Established carver and sculptor, Dick Onians, was awarded the Art School Fellowship in 2018 in recognition of his exceptional contribution to the Art School over many years. Dick taught Historic Carving Diploma and Postgraduate Diploma students at the Art School since 1978 until his retirement in 2018, and he is widely recognised by alumni and staff as an incredibly generous, thoughtful, knowledgeable and inspiring tutor and colleague, who has had a lasting influence on those he taught or worked with.
As a Cambridge Classicist who had begun his career as a teacher before devoting his life to art, Dick studied Woodcarving under William Wheeler, Stone carving under James Butler, R.A. and Life work at the Art School in the late 1960s, before becoming a freelance sculptor and teacher of carving. He continued doing this even after being invited back to join the Art School teaching staff as a Senior Carving Tutor in 1978. Until his retirement Dick was a constant source of inspiration to generations of our wood and stone carving students as well as to the Conservators, where his wealth of classical knowledge and deep appreciation of form were valued, and he became synonymous with the Art School. The quality of his Carving Teaching led to the award of a gold medal from the City & Guilds Institute, for which he wrote the entire woodcarving syllabus and ran accredited courses in evening classes and summer schools near his home in Hertfordshire. He then became the first recipient of the President’s Award for a City & Guilds teacher, presented to him personally by the Duke of Edinburgh in 2003.

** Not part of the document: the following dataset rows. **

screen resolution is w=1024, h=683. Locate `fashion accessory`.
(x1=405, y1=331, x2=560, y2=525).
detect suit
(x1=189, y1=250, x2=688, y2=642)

Dick’s private work covers a range of genres, including the human figure and traditional ornament but concentrates on abstract sculptures in wood and stone with a focus on the invention of new forms. Much of his work is concerned with endlessness in time and space and with regeneration. Many of his pieces have been cast in bronze. His sculptures appear in private collections in the UK, Europe, Canada, Australia and the USA and he has public work in Greenwich and in the Docklands.
Dick is a Fellow of the Royal Society of Sculptors and a Liveryman of The Worshipful Company of Carpenters. He has written two books on the subject of woodcarving as well as contributing regularly to the woodcarving press and also writing for the Grove Dictionary of Arts.